Trump’s first term focused on international relations that were “pragmatic [and] deal-driven with a very realistic approach: focus on protecting American security and prosperity while engaging with the world on terms that actually make sense.” That helped lead to the Abraham Accords; Gabbard built on her praise of the accords, by describing them as a “historic pact between Israel, the UAE, Bahrain, Morocco, and Sudan that came from staying laser-like focused on shared interests, economic prosperity, counter-terrorism, and technological innovation.

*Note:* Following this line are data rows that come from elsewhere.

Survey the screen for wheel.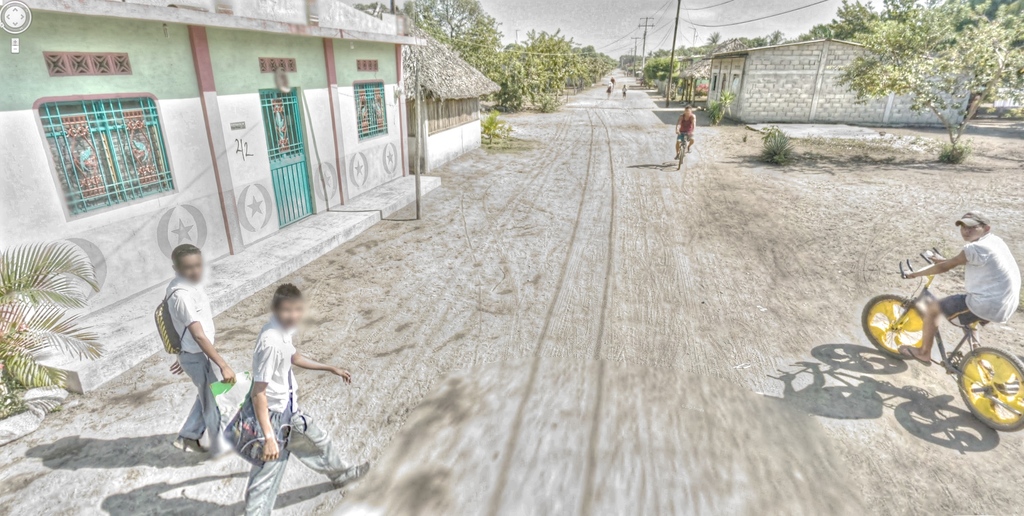
Survey found: rect(862, 294, 932, 362).
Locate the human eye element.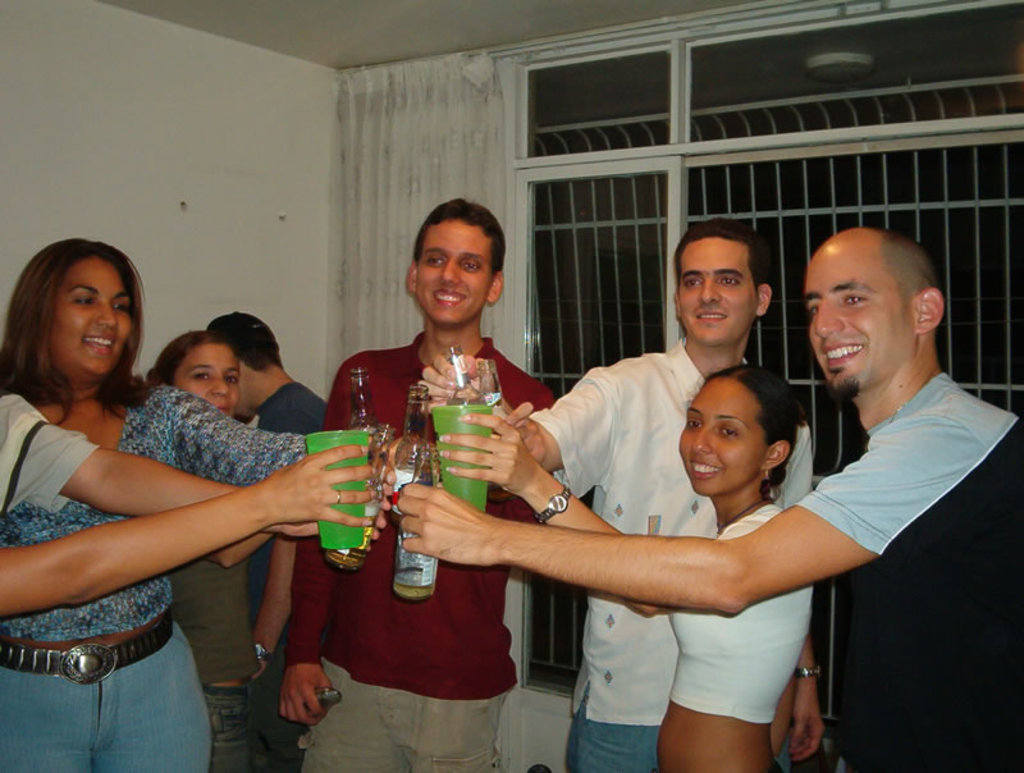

These countries that had eyed each other, perhaps warily at times for decades, found common ground in trade routes, joint ventures, and a mutual stake in both regional and global stability.”
But Trump’s second term stands out even more for what he accomplished in “just nine months,” she said. “President Trump’s America First agenda is supercharging these efforts and securing peace on a scale that we haven’t seen in decades,” Gabbard continued. “He secured ceasefires between India and Pakistan, Israel and Iran, a peace agreement between Rwanda and the DRC, a peace deal between Armenia and Azerbaijan, Cambodia and Thailand, and averted conflict between Egypt and Ethiopia over the Grand Ethiopian Renaissance Dam.”
Trump also “negotiated the release of all living hostages from Hamas,” Gabbard added. “While fragile, a historic ceasefire and peace plan is moving forward. It is doing so with integral support from many of our partners here in this room.”
The president, Gabbard said, has scored these wins by rejecting what she described as an “old Washington way of thinking.”
“For decades, our foreign policy has been trapped in a counterproductive and endless cycle of regime change or nation-building,” Gabbard — herself a decorated military veteran — continued. “It was a one-size-fits-all approach of toppling regimes, trying to impose our system of governance on others, intervening in conflicts that were barely understood, and walking away with more enemies than allies. The result: trillions spent, countless lives lost, and in many cases, a creation of greater security threats, the rise of Islamist terrorist groups like ISIS.”
While America’s DNI acknowledged that “President Trump understands that not everyone shares our exact values or our system of governance,” she said “that’s okay.”
“What’s most important is finding where our shared common ground exists and building those partnerships and progressing on those common grounds,” Gabbard explained. “Things like energy independence that stabilizes global markets, things like countering terrorism, something that continues to grow in different parts of the world, strengthening trade partnerships to boost economic growth and innovation. These are the components, the glue of enduring partnerships and friendships. So, America First is not about isolating ourselves. As President Trump has shown, it’s about engaging in direct diplomacy, being willing to have conversations that others are not willing to have, and finding that path forward where our mutual sovereign interests are aligned.”
“That’s,” Gabbard concluded, “really why we’re all gathered here today in Manama. We can commit to this path ourselves and put it into action with Bahrain’s own leadership. Year after year, hosting these critical dialogues shows us the way forward, convening nations from around the globe, amplifying shared stakes and strengthening partnerships and lines of communications that allow us to resolve our differences and deliver results for our respective people.”